For week 4 of TED2020, leaders in international development, history, architecture and public policy explored how we might rebuild during the COVID-19 pandemic and the ongoing protests against racial injustice in the United States. Below, a recap of their insights.
Achim Steiner, head of the United National Development Programme
Big idea: The public and private sectors must work together to rebuild communities and economies from the COVID-19 pandemic.
Why? When the coronavirus hit, many governments and organizations were unprepared and ill-equipped to respond effectively, says Achim Steiner. He details the ways the UNDP is partnering with both private companies and state governments to help developing countries rebuild, including delivering medicine and supplies, setting up Zoom accounts for governing bodies and building virus tracking systems. Now that countries are beginning to think broadly about life after COVID-19, Steiner says that widespread disenchantment with the state is leading people to question the future of society. They’re rethinking the relationship between the state and its citizens, the role of the private sector and the definition of a public good. He believes that CEOs and business leaders need to step forward and forge alliances with the public sector in order to address societal inequalities and shape the future of economies. “It is not that the state regulates all the problems and the private sector is essentially best off if it can just focus on its own shareholders or entrepreneurial success,” he says. “We need both.”
Ibram X. Kendi, Author and historian
Big idea: To create a more just society, we need to make antiracism part of our everyday lives.
How? There is no such thing as being “not racist,” says Ibram X. Kendi. He explains that an idea, behavior or policy is either racist (suggesting that any racial group is superior or inferior in any way) or antiracist (suggesting that the racial groups are equals in all their apparent differences). In this sense, “racist” isn’t a fixed identity — a bad, evil person — but rather a descriptive term, highlighting what someone is doing in a particular moment. Anyone can be racist or antiracist; the difference is found in how we choose to see ourselves and others. Antiracism is vulnerable work, Kendi says, and it requires persistent self-awareness, self-examination and self-criticism, grounded in a willingness to concede your privileges and admit when you’re wrong. As we learn to more clearly recognize, take responsibility for and reject prejudices in our public policies, workplaces and personal beliefs, we can actively use this awareness to uproot injustice and inequality in the world — and replace it with love. “The heartbeat of racism itself has always been denial,” he says. “The heartbeat of antiracism is confession.” Watch the full discussion on TED.com.
Aaron Maniam, Poet and policymaker
Big idea: By crafting a range of imaginative, interlocking metaphors, we can better understand COVID-19, its real-time impacts and how the pandemic continues to change our world.
How? As a poet and a policymaker in Singapore, Maniam knows the importance of language to capture and evoke the state of the world — and to envision our future. As people across the world share their stories of the pandemic’s impact, a number of leading metaphors have emerged. In one lens, humanity has “declared war” on COVID-19 — but that angle erases any positive effects of the pandemic, like how many have been able to spend more time with loved ones. In another lens, COVID-19 has been a global “journey” — but that perspective can simplify the way class, race and location severely impact how people move through this time. Maniam offers another lens: that the pandemic has introduced a new, constantly evolving “ecology” to the world, irrevocably changing how we live on local, national and global levels. But even the ecology metaphor doesn’t quite encompass the entirety of this era, he admits. Maniam instead encourages us to examine and reflect on the pandemic across a number of angles, noting that none of these lenses, or any others, are mutually exclusive. Our individual and collective experiences of this unprecedented time deserve to be told and remembered in expansive, robust and inclusive ways. “Each of us is never going to have a monopoly on truth,” he says. “We have to value the diversity that others bring by recognizing their identity diversity … and their competent diversity — the importance of people coming from disciplines like engineering, history, public health, etc. — all contributing to a much richer understanding and totality of the situation we’re in.”
Vishaan Chakrabarti, Architect
Big idea: Cities are facing a crisis of inequity and a crisis in health. To recover and heal, we need to plan our urban areas around inclusion and equality.
How? In order to implement a new urban agenda rooted in equity, Vishaan Chakrabarti says that we need to consider three components: affordable housing and accessible health care; sustainable urban mobility; and attainable social and cultural resources. Chakrabarti shatters the false narrative of having to choose between an impoverished city or a prosperous one, instead envisioning one whose urban fabric is diverse with reformed housing policies and budgets. “Housing is health,” he says. “You cannot have a healthy society if people are under housing stress or have homelessness.” With a third of public space dedicated to private cars in many cities, Chakrabarti points to the massive opportunity we have to dedicate more space to socially distanced ways to commute and ecologically conscious modes of transportation, like walking or biking. We will need to go directly to communities and ask what their needs are to build inclusive, eco-friendly and scalable solutions. “We need a new narrative of generosity, not austerity,” he says.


**Exercise goal**
Find the lines below holding the word "Tier" and copy each of them.

[Dataset rows about figures]
========================

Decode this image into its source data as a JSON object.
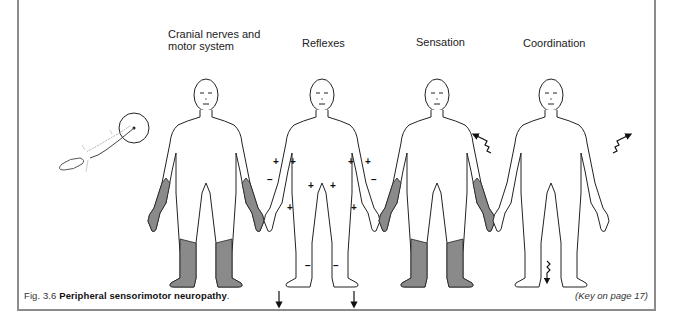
{
  "figure": {
    "panels": [
      {
        "id": "cranial",
        "label_line1": "Cranial nerves and",
        "label_line2": "motor system",
        "affected": "distal limbs shaded (hands, forearms, lower legs, feet)"
      },
      {
        "id": "reflexes",
        "label": "Reflexes",
        "marks": {
          "arms_plus": 4,
          "arms_minus": 2,
          "knees_plus": 2,
          "thighs_plus": 2,
          "ankles_minus": 2,
          "plantar_down_arrows": 2
        }
      },
      {
        "id": "sensation",
        "label": "Sensation",
        "affected": "distal limbs shaded (glove and stocking)"
      },
      {
        "id": "coordination",
        "label": "Coordination",
        "marks": {
          "arm_wavy_arrows": 2,
          "leg_wavy_arrow": 1
        }
      }
    ],
    "inset": "peripheral nerve / neuron diagram with circled terminal",
    "caption": {
      "prefix": "Fig. 3.6",
      "title": "Peripheral sensorimotor neuropathy",
      "suffix": "."
    },
    "key_note": "(Key on page 17)"
  },
  "colors": {
    "shade": "#8a8a8a",
    "frame": "#8c8c8c",
    "outline": "#222222"
  }
}
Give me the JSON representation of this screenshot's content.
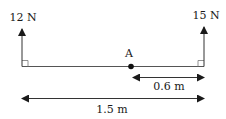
{
  "diagram": {
    "forces": [
      {
        "label": "12 N",
        "position": "left",
        "direction": "up"
      },
      {
        "label": "15 N",
        "position": "right",
        "direction": "up"
      }
    ],
    "point": {
      "label": "A"
    },
    "dimensions": [
      {
        "label": "0.6 m",
        "from": "A",
        "to": "right end"
      },
      {
        "label": "1.5 m",
        "from": "left end",
        "to": "right end"
      }
    ],
    "colors": {
      "stroke": "#1a1a1a",
      "background": "#ffffff"
    }
  }
}
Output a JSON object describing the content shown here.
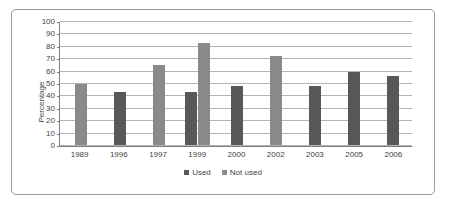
{
  "chart_data": {
    "type": "bar",
    "title": "",
    "xlabel": "",
    "ylabel": "Percentage",
    "ylim": [
      0,
      100
    ],
    "ytick_step": 10,
    "ytick_labels": [
      "100",
      "90",
      "80",
      "70",
      "60",
      "50",
      "40",
      "30",
      "20",
      "10",
      "0"
    ],
    "grid": true,
    "legend_position": "bottom",
    "categories": [
      "1989",
      "1996",
      "1997",
      "1999",
      "2000",
      "2002",
      "2003",
      "2005",
      "2006"
    ],
    "series": [
      {
        "name": "Used",
        "color": "#585858",
        "values": [
          null,
          43,
          null,
          43,
          48,
          null,
          48,
          59,
          56
        ]
      },
      {
        "name": "Not used",
        "color": "#8a8a8a",
        "values": [
          50,
          null,
          65,
          83,
          null,
          72,
          null,
          null,
          null
        ]
      }
    ]
  },
  "legend": {
    "entries": [
      {
        "label": "Used",
        "swatch": "legend-swatch-used"
      },
      {
        "label": "Not used",
        "swatch": "legend-swatch-not-used"
      }
    ]
  },
  "colors": {
    "series_used": "#585858",
    "series_not_used": "#8a8a8a",
    "gridline": "#b4b4b4",
    "axis": "#7d7d7d",
    "frame_border": "#9a9a9a",
    "text": "#3f3f3f",
    "background": "#ffffff"
  }
}
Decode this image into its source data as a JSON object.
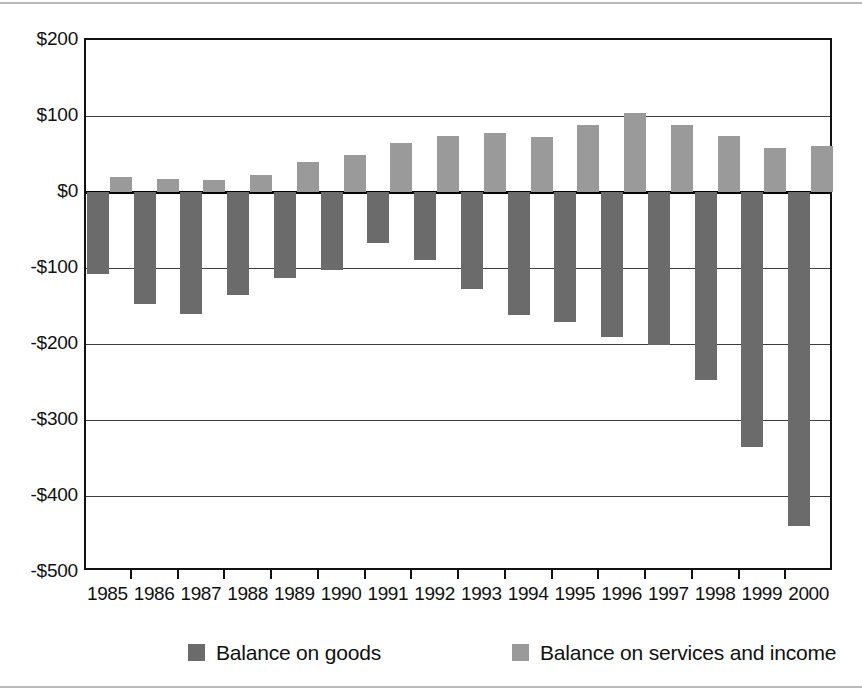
{
  "chart_data": {
    "type": "bar",
    "title": "",
    "subtitle": "",
    "xlabel": "",
    "ylabel": "",
    "grid": true,
    "legend_position": "bottom",
    "ylim": [
      -500,
      200
    ],
    "ytick_values": [
      200,
      100,
      0,
      -100,
      -200,
      -300,
      -400,
      -500
    ],
    "ytick_labels": [
      "$200",
      "$100",
      "$0",
      "-$100",
      "-$200",
      "-$300",
      "-$400",
      "-$500"
    ],
    "categories": [
      "1985",
      "1986",
      "1987",
      "1988",
      "1989",
      "1990",
      "1991",
      "1992",
      "1993",
      "1994",
      "1995",
      "1996",
      "1997",
      "1998",
      "1999",
      "2000"
    ],
    "series": [
      {
        "name": "Balance on goods",
        "color": "#6b6b6b",
        "values": [
          -108,
          -147,
          -160,
          -135,
          -113,
          -103,
          -67,
          -90,
          -128,
          -162,
          -171,
          -191,
          -201,
          -247,
          -335,
          -440
        ]
      },
      {
        "name": "Balance on services and income",
        "color": "#9a9a9a",
        "values": [
          20,
          17,
          16,
          23,
          40,
          49,
          64,
          74,
          77,
          73,
          88,
          104,
          88,
          74,
          58,
          61
        ]
      }
    ]
  },
  "legend": {
    "items": [
      {
        "label": "Balance on goods",
        "color": "#6b6b6b"
      },
      {
        "label": "Balance on services and income",
        "color": "#9a9a9a"
      }
    ]
  },
  "axis": {
    "y_labels": [
      "$200",
      "$100",
      "$0",
      "-$100",
      "-$200",
      "-$300",
      "-$400",
      "-$500"
    ],
    "x_labels": [
      "1985",
      "1986",
      "1987",
      "1988",
      "1989",
      "1990",
      "1991",
      "1992",
      "1993",
      "1994",
      "1995",
      "1996",
      "1997",
      "1998",
      "1999",
      "2000"
    ]
  }
}
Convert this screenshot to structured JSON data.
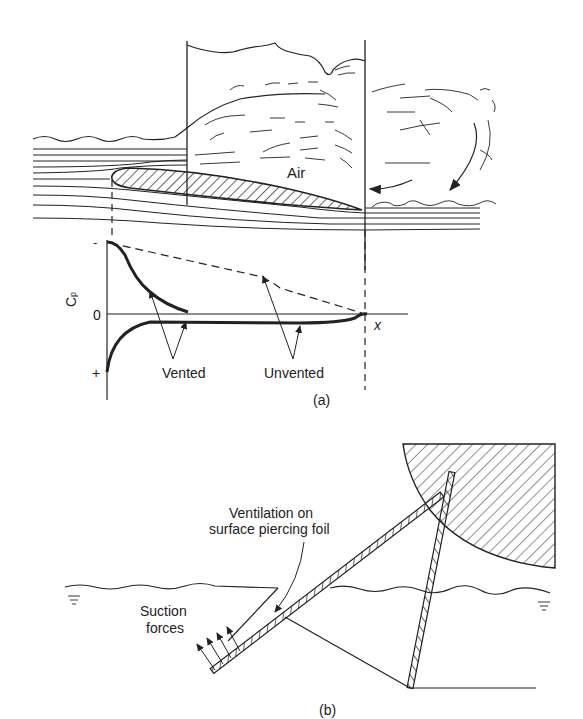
{
  "panel_a": {
    "caption": "(a)",
    "air_label": "Air",
    "axis": {
      "y_label": "C",
      "y_subscript": "p",
      "x_label": "x",
      "tick_minus": "-",
      "tick_zero": "0",
      "tick_plus": "+"
    },
    "curve_labels": {
      "vented": "Vented",
      "unvented": "Unvented"
    }
  },
  "panel_b": {
    "caption": "(b)",
    "ventilation_label_line1": "Ventilation on",
    "ventilation_label_line2": "surface piercing foil",
    "suction_label_line1": "Suction",
    "suction_label_line2": "forces"
  },
  "colors": {
    "ink": "#222222",
    "background": "#ffffff"
  }
}
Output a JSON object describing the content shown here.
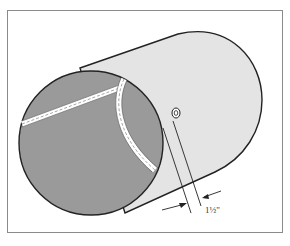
{
  "diagram": {
    "dimension_label": "1½\"",
    "colors": {
      "frame": "#8a8a8a",
      "body_fill": "#e4e4e4",
      "end_fill": "#9a9a9a",
      "outline": "#222222",
      "seam": "#ffffff"
    }
  }
}
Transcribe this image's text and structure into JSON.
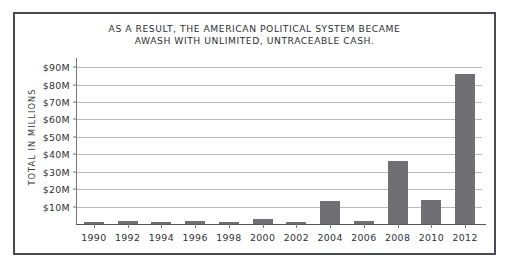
{
  "chart_data": {
    "type": "bar",
    "title": "AS A RESULT, THE AMERICAN POLITICAL SYSTEM BECAME\nAWASH WITH UNLIMITED, UNTRACEABLE CASH.",
    "xlabel": "",
    "ylabel": "TOTAL IN MILLIONS",
    "categories": [
      "1990",
      "1992",
      "1994",
      "1996",
      "1998",
      "2000",
      "2002",
      "2004",
      "2006",
      "2008",
      "2010",
      "2012"
    ],
    "values": [
      1.0,
      1.8,
      1.2,
      1.5,
      1.0,
      2.6,
      0.9,
      13.0,
      1.5,
      36.0,
      14.0,
      86.0
    ],
    "ylim": [
      0,
      93
    ],
    "yticks": [
      10,
      20,
      30,
      40,
      50,
      60,
      70,
      80,
      90
    ],
    "ytick_labels": [
      "$10M",
      "$20M",
      "$30M",
      "$40M",
      "$50M",
      "$60M",
      "$70M",
      "$80M",
      "$90M"
    ],
    "grid": true,
    "legend": null,
    "bar_color": "#6f6f74",
    "grid_color": "#b9b9bd",
    "axis_color": "#76767c",
    "frame_color": "#4a4a52",
    "background": "#ffffff"
  }
}
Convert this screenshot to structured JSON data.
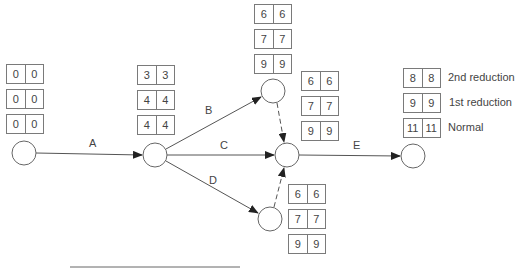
{
  "diagram": {
    "type": "activity-on-arrow network with crashing",
    "nodes": [
      {
        "id": "n1",
        "x": 24,
        "y": 153
      },
      {
        "id": "n2",
        "x": 155,
        "y": 155
      },
      {
        "id": "n3",
        "x": 273,
        "y": 91
      },
      {
        "id": "n4",
        "x": 287,
        "y": 155
      },
      {
        "id": "n5",
        "x": 270,
        "y": 219
      },
      {
        "id": "n6",
        "x": 413,
        "y": 156
      }
    ],
    "activities": [
      {
        "label": "A",
        "from": "n1",
        "to": "n2",
        "dummy": false
      },
      {
        "label": "B",
        "from": "n2",
        "to": "n3",
        "dummy": false
      },
      {
        "label": "C",
        "from": "n2",
        "to": "n4",
        "dummy": false
      },
      {
        "label": "D",
        "from": "n2",
        "to": "n5",
        "dummy": false
      },
      {
        "label": "",
        "from": "n3",
        "to": "n4",
        "dummy": true
      },
      {
        "label": "",
        "from": "n5",
        "to": "n4",
        "dummy": true
      },
      {
        "label": "E",
        "from": "n4",
        "to": "n6",
        "dummy": false
      }
    ],
    "time_boxes": {
      "n1": [
        [
          "0",
          "0"
        ],
        [
          "0",
          "0"
        ],
        [
          "0",
          "0"
        ]
      ],
      "n2": [
        [
          "3",
          "3"
        ],
        [
          "4",
          "4"
        ],
        [
          "4",
          "4"
        ]
      ],
      "n3": [
        [
          "6",
          "6"
        ],
        [
          "7",
          "7"
        ],
        [
          "9",
          "9"
        ]
      ],
      "n4": [
        [
          "6",
          "6"
        ],
        [
          "7",
          "7"
        ],
        [
          "9",
          "9"
        ]
      ],
      "n5": [
        [
          "6",
          "6"
        ],
        [
          "7",
          "7"
        ],
        [
          "9",
          "9"
        ]
      ],
      "n6": [
        [
          "8",
          "8"
        ],
        [
          "9",
          "9"
        ],
        [
          "11",
          "11"
        ]
      ]
    },
    "legend": [
      "2nd reduction",
      "1st reduction",
      "Normal"
    ]
  }
}
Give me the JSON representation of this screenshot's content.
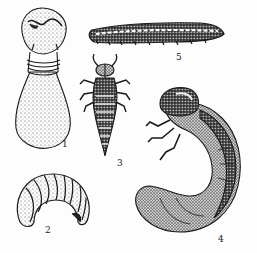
{
  "figure": {
    "ink_color": "#1a1a1a",
    "background": "#fdfdfd",
    "specimens": [
      {
        "id": 1,
        "label": "1",
        "form": "pupa (upright, flask-shaped with ringed neck)"
      },
      {
        "id": 2,
        "label": "2",
        "form": "C-shaped grub, curled, segmented"
      },
      {
        "id": 3,
        "label": "3",
        "form": "campodeiform larva, dorsal view with six legs"
      },
      {
        "id": 4,
        "label": "4",
        "form": "scarabaeiform grub, curled, lateral view"
      },
      {
        "id": 5,
        "label": "5",
        "form": "elongate caterpillar-like larva, lateral view"
      }
    ]
  }
}
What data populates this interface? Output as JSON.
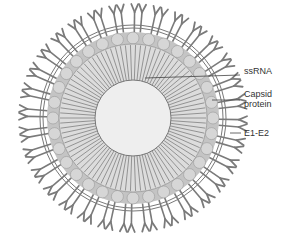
{
  "diagram": {
    "type": "virus cross-section",
    "center": [
      133,
      118
    ],
    "radii": {
      "core": 38,
      "rna_outer": 74,
      "capsid_outer": 86,
      "membrane": 92,
      "spikes_tip": 114
    },
    "colors": {
      "spike": "#7a7a7a",
      "capsid": "#b8b8b8",
      "rna": "#8a8a8a",
      "core": "#eeeeee",
      "membrane": "#555555",
      "leader": "#444444"
    },
    "labels": [
      {
        "id": "ssrna",
        "text": "ssRNA",
        "x": 244,
        "y": 70,
        "line_from": [
          145,
          78
        ],
        "line_to": [
          240,
          75
        ]
      },
      {
        "id": "capsid",
        "text": "Capsid",
        "text2": "protein",
        "x": 244,
        "y": 92,
        "line_from": [
          212,
          100
        ],
        "line_to": [
          240,
          100
        ]
      },
      {
        "id": "e1e2",
        "text": "E1-E2",
        "x": 244,
        "y": 128,
        "line_from": [
          230,
          133
        ],
        "line_to": [
          241,
          133
        ]
      }
    ]
  }
}
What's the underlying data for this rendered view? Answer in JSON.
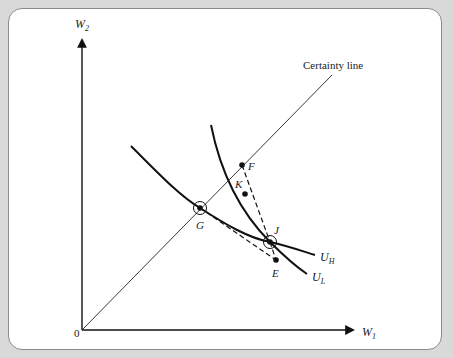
{
  "diagram": {
    "title": "",
    "axes": {
      "x_label": "W",
      "x_label_sub": "1",
      "y_label": "W",
      "y_label_sub": "2",
      "origin_label": "0"
    },
    "lines": {
      "certainty_line_label": "Certainty line"
    },
    "curves": [
      {
        "name": "U_H",
        "label": "U",
        "sub": "H"
      },
      {
        "name": "U_L",
        "label": "U",
        "sub": "L"
      }
    ],
    "points": [
      {
        "name": "F",
        "label": "F",
        "circled": false
      },
      {
        "name": "K",
        "label": "K",
        "circled": false
      },
      {
        "name": "G",
        "label": "G",
        "circled": true
      },
      {
        "name": "J",
        "label": "J",
        "circled": true
      },
      {
        "name": "E",
        "label": "E",
        "circled": false
      }
    ],
    "dashed_segments": [
      {
        "from": "F",
        "to": "J"
      },
      {
        "from": "G",
        "to": "E"
      }
    ],
    "colors": {
      "background": "#d9d9d9",
      "panel": "#ffffff",
      "ink": "#111111",
      "border": "#8a8a8a"
    }
  }
}
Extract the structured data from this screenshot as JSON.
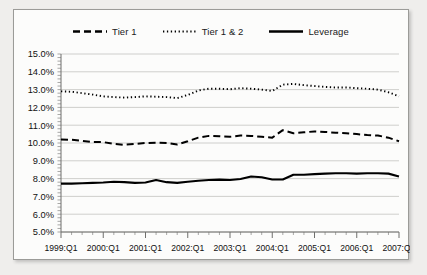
{
  "chart_data": {
    "type": "line",
    "title": "",
    "subtitle": "",
    "xlabel": "",
    "ylabel": "",
    "ylim": [
      5.0,
      15.0
    ],
    "ytick_step": 1.0,
    "ytick_labels": [
      "15.0%",
      "14.0%",
      "13.0%",
      "12.0%",
      "11.0%",
      "10.0%",
      "9.0%",
      "8.0%",
      "7.0%",
      "6.0%",
      "5.0%"
    ],
    "ytick_values": [
      15.0,
      14.0,
      13.0,
      12.0,
      11.0,
      10.0,
      9.0,
      8.0,
      7.0,
      6.0,
      5.0
    ],
    "grid": true,
    "grid_axis": "y",
    "legend_position": "top",
    "x": [
      "1999:Q1",
      "1999:Q2",
      "1999:Q3",
      "1999:Q4",
      "2000:Q1",
      "2000:Q2",
      "2000:Q3",
      "2000:Q4",
      "2001:Q1",
      "2001:Q2",
      "2001:Q3",
      "2001:Q4",
      "2002:Q1",
      "2002:Q2",
      "2002:Q3",
      "2002:Q4",
      "2003:Q1",
      "2003:Q2",
      "2003:Q3",
      "2003:Q4",
      "2004:Q1",
      "2004:Q2",
      "2004:Q3",
      "2004:Q4",
      "2005:Q1",
      "2005:Q2",
      "2005:Q3",
      "2005:Q4",
      "2006:Q1",
      "2006:Q2",
      "2006:Q3",
      "2006:Q4",
      "2007:Q1"
    ],
    "xtick_labels": [
      "1999:Q1",
      "2000:Q1",
      "2001:Q1",
      "2002:Q1",
      "2003:Q1",
      "2004:Q1",
      "2005:Q1",
      "2006:Q1",
      "2007:Q1"
    ],
    "xtick_indices": [
      0,
      4,
      8,
      12,
      16,
      20,
      24,
      28,
      32
    ],
    "series": [
      {
        "name": "Tier 1",
        "style": "dashed",
        "color": "#000000",
        "values": [
          10.2,
          10.18,
          10.12,
          10.05,
          10.05,
          9.95,
          9.9,
          9.95,
          10.0,
          10.02,
          10.0,
          9.92,
          10.1,
          10.3,
          10.4,
          10.38,
          10.35,
          10.42,
          10.4,
          10.35,
          10.3,
          10.72,
          10.55,
          10.6,
          10.65,
          10.62,
          10.58,
          10.55,
          10.5,
          10.45,
          10.42,
          10.3,
          10.1
        ]
      },
      {
        "name": "Tier 1 & 2",
        "style": "dotted",
        "color": "#000000",
        "values": [
          12.9,
          12.88,
          12.8,
          12.72,
          12.62,
          12.58,
          12.55,
          12.58,
          12.62,
          12.6,
          12.58,
          12.52,
          12.7,
          12.95,
          13.05,
          13.05,
          13.02,
          13.08,
          13.05,
          13.0,
          12.92,
          13.28,
          13.32,
          13.25,
          13.2,
          13.15,
          13.12,
          13.12,
          13.08,
          13.05,
          13.0,
          12.85,
          12.62
        ]
      },
      {
        "name": "Leverage",
        "style": "solid",
        "color": "#000000",
        "values": [
          7.72,
          7.72,
          7.74,
          7.76,
          7.78,
          7.82,
          7.8,
          7.76,
          7.78,
          7.92,
          7.8,
          7.76,
          7.82,
          7.88,
          7.92,
          7.94,
          7.92,
          7.98,
          8.12,
          8.08,
          7.95,
          7.95,
          8.22,
          8.22,
          8.25,
          8.28,
          8.3,
          8.3,
          8.28,
          8.3,
          8.3,
          8.28,
          8.12
        ]
      }
    ]
  },
  "legend": {
    "entries": [
      {
        "label": "Tier 1",
        "style": "dashed"
      },
      {
        "label": "Tier 1 & 2",
        "style": "dotted"
      },
      {
        "label": "Leverage",
        "style": "solid"
      }
    ]
  },
  "colors": {
    "background": "#efeeec",
    "panel": "#fcfcfb",
    "border": "#9b9b98",
    "gridline": "#c9c9c6",
    "axis": "#6f6f6d",
    "line": "#000000",
    "text": "#111111"
  }
}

========================

**Answer box**
        "name": "Tier 1",
        "name": "Tier 1 & 2",
        "label": "Tier 1",
        "label": "Tier 1 & 2",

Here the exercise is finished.